The replay did Spurs no favours. After the review, the decision came: penalty.

Dominic Calvert-Lewin stepped up with the kind of cold certainty Tottenham have lacked all season. One stride, one clean strike, and Leeds were level. From almost safe to suddenly exposed again, Spurs felt the ground shift beneath them.

The mood inside the ground turned edgy. Every misplaced pass, every hesitant touch fed the anxiety. Leeds sensed it and pushed on, hunting what would have been a brutal winner. Tottenham, who had looked in control after Tel’s opener, now hung on.

They survived thanks to Antonin Kinsky.

As the game opened up in the closing stages, Leeds carved out one final, golden chance. The goal seemed to be shrinking for Spurs and widening for the visitors, but Kinsky produced a stunning late save, the kind that defines seasons. Strong, decisive, and perfectly timed, it kept Tottenham from a complete collapse and preserved a point that felt both vital and deeply frustrating.

On the touchline, Roberto De Zerbi simmered. Not just at his team’s lapse, but at the officials.

His irritation focused on a late penalty shout for James Maddison, waved away on the pitch and dismissed again after a VAR check. Speaking to BBC Match of the Day, De Zerbi referenced the storm around West Ham’s controversial defeat to Arsenal and suggested the weight of that controversy might have seeped into this game.

“The VAR in West Ham-Arsenal was a foul, it was clear,” he said. “Today, I did not see honestly. I didn't watch the Maddison penalty, maybe yes, maybe no. I heard my assistant but I don't want to come inside a polemic. The referee was not calm today. Maybe he felt the pressure of yesterday? He is human and it can happen, but no problem. He was good on the pitch.

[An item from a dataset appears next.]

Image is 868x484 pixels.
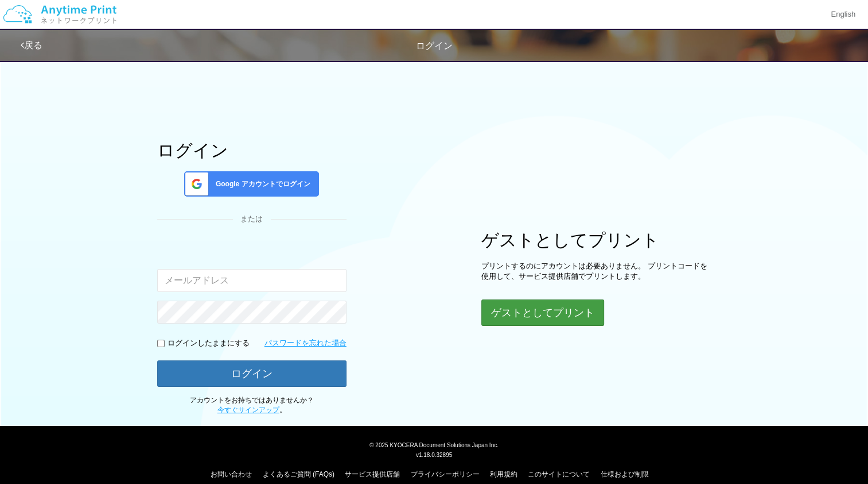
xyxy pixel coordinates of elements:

We prepare the next two games.”

The message was pointed but controlled. Frustration, yes, but also a clear attempt to keep the focus on what lies ahead rather than on a refereeing row that cannot be undone.

The table, though, tells its own unforgiving story. This draw leaves Tottenham just two points above the drop zone. They failed to fully exploit West Ham’s recent, much-debated loss to Arsenal and remain firmly wedged in the relegation fight. Every mistake now feels magnified. Tel’s error was not just a clumsy moment; it was a symbol of a side still capable of sabotaging its own progress.

De Zerbi, though, chose to cling to the positives.

“I think we have to consider the result but we have to consider the performance,” he said. “We played a good game, we are making points, in the last four games we made eight points. Congratulations to Leeds, they played a great game, they have to play the last game at West Ham and we've no doubt that they will play the same way.”

Eight points from four matches is survival form. The performances have improved, the structure looks more coherent, and there is at least a sense of direction. Yet the margins remain brutal. One rash challenge, one missed call, one late lapse, and the whole picture can change.

Now comes the real test.

Tottenham travel to Chelsea on May 19, a trip that would once have been billed as a glamour fixture but now feels like a trial by fire. Any slip there, combined with favourable results for their rivals, could drag them into the bottom three with only one game left to play. The stakes could hardly be higher.

There is some light. Maddison’s return offers a crucial lift. Making his first appearance since a major pre-season knee injury, he brought control, imagination, and a sense of authority in possession that Spurs have badly missed. His sharpness, timing and willingness to take responsibility suggest he can be a central figure in these final weeks.

Yet the defensive discipline that deserted Tel at the worst possible moment still hangs over the team. One player made the error, but the pattern is familiar: promising positions squandered by poor decisions at the back, by moments of naivety that better-drilled sides simply avoid.

With only two fixtures remaining, Tottenham stand on a knife-edge. The talent is there, the recent points tally is respectable, and the manager is trying to steady the mood. But intent means little now. What counts is whether this group can finally cut out the chaos and hold their nerve long enough to stay out of the Championship’s shadow.